The story is of a house-master ("landowner" is our translation but it's not quite right) who goes out to the marketplace to find workers for the vineyard. He hires a group at 6 a.m. ("the first hour") and goes back to hire more at 9 a.m., noon, and 3 p.m. To the first group he promises a denarius, the "usual daily wage," and to the subsequent groups he promises "what is right." Finally he goes back at the eleventh hour (5 p.m.) and hires the last of those without work, sending them in to the vineyard for the last hour of the workday. Then he instructs the manager to pay each worker the full day's wage, starting with those hired at 5 p.m. This causes some resentment in those who worked all day; even though they were paid exactly what they expected, they do not appreciate the latecomers getting paid the same.
My perspective on this parable shifted at a synod assembly (of all places) when a pastor led a Bible study on it, retelling it from the perspective of the laborers who couldn't get hired all day and had to wait to the point of giving up before getting a last chance at work. It's easy enough to identify with those hired first, who work longest--we often feel that we are in that position. And it's easy to identify with the last hired, in an unreal way, as we sometimes feel ourselves to have received grace by the skin of our teeth. But hearing the story from the standpoint of actual day labor, where your family's ability to eat in the days ahead is dependent on being hired, made me feel differently about it. It's not actually easy to be looking for work and not finding it.

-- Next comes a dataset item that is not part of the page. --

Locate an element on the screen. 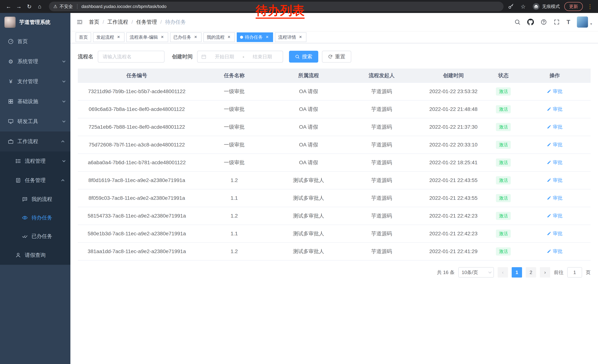 The width and height of the screenshot is (598, 364). tab-form-edit: 流程表单-编辑 × is located at coordinates (147, 37).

And as a society, we tend to value the lives and welfare of those who are not working at a lower level than those who are (unless the people not working are living on investment income, in which case we tend not to object).
The parable confronts us with a scenario in which the house-master has chosen to honor the daily need of the workers rather than the hours they worked. No one would have objected if he'd pro-rated the wage for those hired later. It would be, in our world as in his, a kind of shrewd dealing and good stewardship to keep a lower but still technically "fair" wage for them. But the master in the story accepts both the hit to his "bottom line" and the resentment of the people he hired first in order to give a living wage to everyone.
It's worth running through this story a few times, putting ourselves in different places. How would we feel if we were the first hired? Or those hired mid-day, or at the last hour? How would we look at this scene--imagining a marketplace that always seems to have unemployed men looking for work--if we were the house-master? How would we interpret the master's command if we were the manager, handing out pay at the end of the day? The power of a parable is not that it makes a single point with a story, but that it invites us into a scene that has many possible meanings. We learn about ourselves and the assumptions we make when we hear it. And in that learning, Jesus is trying to show us something of the Kingdom of God.